Looking after Ourselves
January 16, 2017

Close your eyes and watch your breath as it comes in, as it goes out. Try to stay with it as consistently as you can. See if you can trust the mind to stay.

At first you have to watch it very, very carefully, because it has a tendency to slip off very easily. In fact, that’s how we live our lives: Our minds slip away all over the place. To get any work done, we do have to concentrate. And especially if you’re going to get work done on the mind, you have to concentrate for long periods of time.

As the Buddha said, attahi attano natho, the self is its own mainstay. The only way it’s going to be able to depend on itself and be its own mainstay is if you train it. Otherwise, it’s like trying to depend on an untrained child. The child has all kinds of moods and emotions and a really short attention span. You can’t depend on the child to be helpful when it’s really needed. So you have to train it.

So we train it by developing these qualities of mindfulness, alertness, and ardency. Mindful means keeping something in mind. Alertness is watching what’s actually going on and specifically watching what you’re doing and what results you’re getting from your doing. Then ardency means putting your whole heart into this, realizing that the state of your mind is the most important thing you have. So you want to make sure it’s good; you want to make sure it’s well-trained.

As for your other interests, you can put them aside for the time being. This is the time when the mind has to come first. It spends the day looking after the body, looking after all kinds of other things, with very little time for looking after itself. Well, here’s a chance to look after itself.

It’s like having a tool like a knife. If you want the knife to work well, you have to look after it. You can’t spend all the time just using, using, using the knife, and then tossing it away in the drawer when you don’t use it. You’ve got to sharpen it; you’ve got to oil it to make sure it doesn’t get rusty. Then you put it away. In the same way, the mind has to be trained so that when you really need it, you have a sharp knife that cuts right through things. Otherwise, the mind just keeps cutting, cutting, cutting, and after a while it can’t cut anymore. It just slams against things because it’s blade is dull.

Train the mind so it’ll be there ready when you need it. That way, you can learn to trust it. And when you can trust your mind, then you really can be your own mainstay.

We take refuge in the Buddha, the Dhamma, and the Sangha as examples. It’s not as if the Buddha is going to come and catch us when we fall. It’s that he teaches us how not to fall and, if we do fall, he tells us how to hit the ground so that we don’t hurt ourselves.

So we can look after ourselves. We have that chant every day, “May all living beings look after themselves with ease. May I look after myself with ease.” The skills with which we can look after ourselves: Those are the Buddha’s greatest gift to us. He shows us that it can be done and he tells us how he did it. Now it’s simply up to us to follow in his footsteps, to get the work done on our mind, so that ultimately we don’t need outside examples to be our refuge. The mind at that point can look after itself.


**Instructions for the task**
Count how many lines in the following data hold the word "dashed". Your answer is the number and nothing else.

Provided entries below:

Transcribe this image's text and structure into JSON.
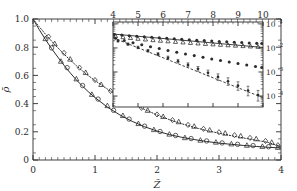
{
  "figure": {
    "background": "#ffffff",
    "ink": "#2b2b2b"
  },
  "chart_data": {
    "type": "line",
    "title": "",
    "xlabel": "Z̃",
    "ylabel": "ρ̄",
    "xlim": [
      0,
      4
    ],
    "ylim": [
      0,
      1.0
    ],
    "xticks": [
      0,
      1,
      2,
      3,
      4
    ],
    "xticklabels": [
      "0",
      "1",
      "2",
      "3",
      "4"
    ],
    "yticks": [
      0,
      0.2,
      0.4,
      0.6,
      0.8,
      1.0
    ],
    "yticklabels": [
      "0",
      "0.2",
      "0.4",
      "0.6",
      "0.8",
      "1.0"
    ],
    "grid": false,
    "legend": "none",
    "minor_ticks": true,
    "series": [
      {
        "name": "lower-solid-curve",
        "style": "solid",
        "marker": "none",
        "x": [
          0,
          0.1,
          0.2,
          0.3,
          0.4,
          0.5,
          0.6,
          0.7,
          0.8,
          0.9,
          1.0,
          1.2,
          1.4,
          1.6,
          1.8,
          2.0,
          2.2,
          2.4,
          2.6,
          2.8,
          3.0,
          3.2,
          3.4,
          3.6,
          3.8,
          4.0
        ],
        "y": [
          1.0,
          0.925,
          0.855,
          0.79,
          0.73,
          0.672,
          0.618,
          0.568,
          0.523,
          0.481,
          0.443,
          0.375,
          0.32,
          0.274,
          0.236,
          0.205,
          0.18,
          0.161,
          0.145,
          0.131,
          0.12,
          0.111,
          0.103,
          0.096,
          0.09,
          0.085
        ]
      },
      {
        "name": "lower-triangle-markers",
        "style": "markers",
        "marker": "triangle-up",
        "x": [
          0.2,
          0.45,
          0.7,
          0.95,
          1.2,
          1.45,
          1.7,
          1.95,
          2.2,
          2.45,
          2.7,
          2.95,
          3.2,
          3.45,
          3.7,
          3.95
        ],
        "y": [
          0.86,
          0.7,
          0.575,
          0.465,
          0.385,
          0.315,
          0.258,
          0.215,
          0.183,
          0.158,
          0.14,
          0.126,
          0.114,
          0.104,
          0.096,
          0.089
        ]
      },
      {
        "name": "lower-circle-markers",
        "style": "markers",
        "marker": "circle",
        "x": [
          0.3,
          0.55,
          0.8,
          1.05,
          1.3,
          1.55,
          1.8,
          2.05,
          2.3,
          2.55,
          2.8,
          3.05,
          3.3,
          3.55,
          3.8
        ],
        "y": [
          0.795,
          0.655,
          0.528,
          0.432,
          0.352,
          0.29,
          0.24,
          0.202,
          0.174,
          0.152,
          0.135,
          0.121,
          0.111,
          0.102,
          0.094
        ]
      },
      {
        "name": "upper-dotted-curve",
        "style": "dotted",
        "marker": "none",
        "x": [
          0,
          0.1,
          0.2,
          0.3,
          0.4,
          0.5,
          0.6,
          0.7,
          0.8,
          0.9,
          1.0,
          1.2,
          1.4,
          1.6,
          1.8,
          2.0,
          2.2,
          2.4,
          2.6,
          2.8,
          3.0,
          3.2,
          3.4,
          3.6,
          3.8,
          4.0
        ],
        "y": [
          1.0,
          0.945,
          0.893,
          0.843,
          0.796,
          0.751,
          0.709,
          0.669,
          0.631,
          0.596,
          0.563,
          0.503,
          0.449,
          0.401,
          0.358,
          0.32,
          0.286,
          0.257,
          0.231,
          0.209,
          0.19,
          0.172,
          0.156,
          0.14,
          0.124,
          0.095
        ]
      },
      {
        "name": "upper-diamond-markers",
        "style": "markers",
        "marker": "diamond",
        "x": [
          0.25,
          0.5,
          0.75,
          1.0,
          1.25,
          1.5,
          1.75,
          2.0,
          2.25,
          2.5,
          2.75,
          3.0,
          3.25,
          3.5,
          3.75,
          3.95
        ],
        "y": [
          0.875,
          0.76,
          0.655,
          0.567,
          0.49,
          0.425,
          0.37,
          0.323,
          0.283,
          0.249,
          0.221,
          0.197,
          0.176,
          0.157,
          0.135,
          0.105
        ]
      },
      {
        "name": "upper-triangle-markers",
        "style": "markers",
        "marker": "triangle-up",
        "x": [
          0.35,
          0.6,
          0.85,
          1.1,
          1.35,
          1.6,
          1.85,
          2.1,
          2.35,
          2.6,
          2.85,
          3.1,
          3.35,
          3.6,
          3.85
        ],
        "y": [
          0.825,
          0.715,
          0.62,
          0.535,
          0.465,
          0.404,
          0.352,
          0.308,
          0.271,
          0.239,
          0.212,
          0.19,
          0.17,
          0.15,
          0.125
        ]
      }
    ]
  },
  "inset_chart_data": {
    "type": "scatter",
    "yscale": "log",
    "xlim": [
      4,
      10
    ],
    "ylim": [
      3.5e-05,
      0.12
    ],
    "xticks": [
      4,
      5,
      6,
      7,
      8,
      9,
      10
    ],
    "xticklabels": [
      "4",
      "5",
      "6",
      "7",
      "8",
      "9",
      "10"
    ],
    "xaxis_position": "top",
    "yaxis_position": "right",
    "yticks": [
      0.1,
      0.01,
      0.001,
      0.0001
    ],
    "yticklabels": [
      "10",
      "10",
      "10",
      "10"
    ],
    "yticklabel_exponents": [
      "-1",
      "-2",
      "-3",
      "-4"
    ],
    "grid": false,
    "legend": "none",
    "series": [
      {
        "name": "inset-solid-line-top",
        "style": "solid",
        "marker": "none",
        "x": [
          4.0,
          10.0
        ],
        "y": [
          0.038,
          0.0105
        ]
      },
      {
        "name": "inset-open-triangles",
        "style": "markers",
        "marker": "triangle-up",
        "x": [
          4.1,
          4.4,
          4.7,
          5.0,
          5.3,
          5.6,
          5.9,
          6.2,
          6.5,
          6.8,
          7.1,
          7.4,
          7.7,
          8.0,
          8.3,
          8.6,
          8.9,
          9.2,
          9.5,
          9.8
        ],
        "y": [
          0.0315,
          0.0285,
          0.0262,
          0.0243,
          0.0228,
          0.0214,
          0.0202,
          0.0191,
          0.0181,
          0.0172,
          0.0164,
          0.0156,
          0.0149,
          0.0143,
          0.0137,
          0.0131,
          0.0126,
          0.0121,
          0.0117,
          0.0113
        ]
      },
      {
        "name": "inset-filled-dots-top",
        "style": "markers",
        "marker": "filled-circle",
        "x": [
          4.05,
          4.35,
          4.65,
          4.95,
          5.25,
          5.55,
          5.85,
          6.15,
          6.45,
          6.75,
          7.05,
          7.35,
          7.65,
          7.95,
          8.25,
          8.55,
          8.85,
          9.15,
          9.45,
          9.75,
          9.95
        ],
        "y": [
          0.0365,
          0.0342,
          0.0322,
          0.0305,
          0.029,
          0.0276,
          0.0263,
          0.0251,
          0.024,
          0.023,
          0.022,
          0.0211,
          0.0203,
          0.0195,
          0.0187,
          0.018,
          0.0173,
          0.0167,
          0.0161,
          0.0155,
          0.0152
        ]
      },
      {
        "name": "inset-filled-dots-middle",
        "style": "markers",
        "marker": "filled-circle",
        "x": [
          4.1,
          4.45,
          4.8,
          5.15,
          5.5,
          5.85,
          6.2,
          6.55,
          6.9,
          7.25,
          7.6,
          7.95,
          8.3,
          8.65,
          9.0,
          9.35,
          9.7,
          9.95
        ],
        "y": [
          0.0255,
          0.0205,
          0.0166,
          0.0136,
          0.0112,
          0.0094,
          0.0079,
          0.0066,
          0.0056,
          0.0048,
          0.0041,
          0.0035,
          0.003,
          0.0026,
          0.00225,
          0.00195,
          0.0017,
          0.00155
        ]
      },
      {
        "name": "inset-dashed-line-bottom",
        "style": "dashed",
        "marker": "none",
        "x": [
          4.0,
          10.0
        ],
        "y": [
          0.0265,
          8.5e-05
        ]
      },
      {
        "name": "inset-errorbar-points",
        "style": "markers-errorbars",
        "marker": "cross",
        "x": [
          4.2,
          4.6,
          5.0,
          5.4,
          5.8,
          6.2,
          6.6,
          7.0,
          7.4,
          7.8,
          8.2,
          8.6,
          9.0,
          9.4,
          9.8
        ],
        "y": [
          0.0195,
          0.0143,
          0.0104,
          0.0076,
          0.0055,
          0.0039,
          0.0028,
          0.00196,
          0.00135,
          0.00092,
          0.00062,
          0.00041,
          0.00027,
          0.00017,
          0.00011
        ],
        "yerr_rel": [
          0.12,
          0.12,
          0.13,
          0.14,
          0.15,
          0.17,
          0.19,
          0.22,
          0.25,
          0.3,
          0.35,
          0.4,
          0.45,
          0.5,
          0.55
        ]
      }
    ]
  }
}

End of Provided entries.

**Result of the exercise**
2